BOTANICAL ORIGINS

Most theories concerning tea’s botanical origins seem to focus on the Monsoon region of South East Asia, specifically around the sources and high valleys of the Brahmaputra, the Irrawaddy, the Salween and the Mekong rivers. The evidence for these theories is drawn from two fields of research.


The Three Pagoda Pass, the border of Thailand and Burma, from a field trip in the late eighties.

The first area of study is the search for "wild tea"- uncultivated plants of botanical strains that preceed man’s earliest use of the plant as a crop. This quest was explored and recorded by several early botanists such as Dr. C.P. Cohen Stuart in his "Basis for Tea Selection" of 1918. [More documents in preparation].

In South China tea propogation has been a village industry for many centuries. As a result very few wild tea plants have been found. The cutting, burning and planting of the jungle by hill tribes has affected the botanical selection in many other parts of the region. In 1896 wild tea was found near Mengzi during a botanical survey of Yunnan in and was also found in 1922 in the Dawna range of "Myanmar" around Moulmien. Since then, specimens have been found throughout the Annamite Range as far south as 11 degrees north of the equator.

The second, perhaps more "scientific", field of study is paleobotany. This uses the study of pollen traces in core samples taken from the soil. [Documents in preparation].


AIM OF THE EXERCISE: For each line below with the word "type", write out a copy.
INFORMATION SUPPLIED START
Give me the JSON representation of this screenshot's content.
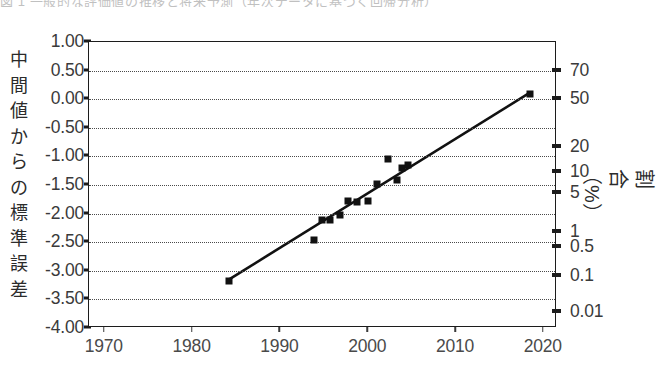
{
  "caption_fragment": "図 1  一般的な評価値の推移と将来予測（年次データに基づく回帰分析）",
  "axis": {
    "left_title": "中間値からの標準誤差",
    "right_title": "割合（%）",
    "left_ticks": [
      "1.00",
      "0.50",
      "0.00",
      "-0.50",
      "-1.00",
      "-1.50",
      "-2.00",
      "-2.50",
      "-3.00",
      "-3.50",
      "-4.00"
    ],
    "left_tick_values": [
      1.0,
      0.5,
      0.0,
      -0.5,
      -1.0,
      -1.5,
      -2.0,
      -2.5,
      -3.0,
      -3.5,
      -4.0
    ],
    "right_ticks": [
      {
        "label": "70",
        "value": 0.5
      },
      {
        "label": "50",
        "value": 0.0
      },
      {
        "label": "20",
        "value": -0.84
      },
      {
        "label": "10",
        "value": -1.28
      },
      {
        "label": "5",
        "value": -1.64
      },
      {
        "label": "1",
        "value": -2.33
      },
      {
        "label": "0.5",
        "value": -2.58
      },
      {
        "label": "0.1",
        "value": -3.09
      },
      {
        "label": "0.01",
        "value": -3.72
      }
    ],
    "x_ticks": [
      "1970",
      "1980",
      "1990",
      "2000",
      "2010",
      "2020"
    ],
    "x_tick_values": [
      1970,
      1980,
      1990,
      2000,
      2010,
      2020
    ]
  },
  "colors": {
    "ink": "#1c1c1c",
    "grid": "#4a4a4a",
    "marker": "#111111",
    "background": "#ffffff"
  },
  "chart_data": {
    "type": "scatter",
    "title": "",
    "subtitle": "",
    "xlabel": "",
    "ylabel": "中間値からの標準誤差",
    "y2label": "割合（%）",
    "xlim": [
      1968.2,
      2021.5
    ],
    "ylim": [
      -4.0,
      1.0
    ],
    "grid": true,
    "legend": "none",
    "series": [
      {
        "name": "観測値",
        "type": "scatter",
        "marker": "square",
        "points": [
          {
            "x": 1984.1,
            "y": -3.18
          },
          {
            "x": 1993.8,
            "y": -2.46
          },
          {
            "x": 1994.7,
            "y": -2.11
          },
          {
            "x": 1995.6,
            "y": -2.11
          },
          {
            "x": 1996.8,
            "y": -2.02
          },
          {
            "x": 1997.7,
            "y": -1.78
          },
          {
            "x": 1998.7,
            "y": -1.8
          },
          {
            "x": 2000.0,
            "y": -1.78
          },
          {
            "x": 2001.0,
            "y": -1.48
          },
          {
            "x": 2002.2,
            "y": -1.05
          },
          {
            "x": 2003.3,
            "y": -1.42
          },
          {
            "x": 2003.9,
            "y": -1.2
          },
          {
            "x": 2004.5,
            "y": -1.15
          },
          {
            "x": 2018.4,
            "y": 0.09
          }
        ]
      },
      {
        "name": "回帰直線",
        "type": "line",
        "points": [
          {
            "x": 1984.1,
            "y": -3.18
          },
          {
            "x": 2018.4,
            "y": 0.09
          }
        ]
      }
    ]
  }
}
INFORMATION SUPPLIED END
EXERCISE RESULT:
    "type": "scatter",
        "type": "scatter",
        "type": "line",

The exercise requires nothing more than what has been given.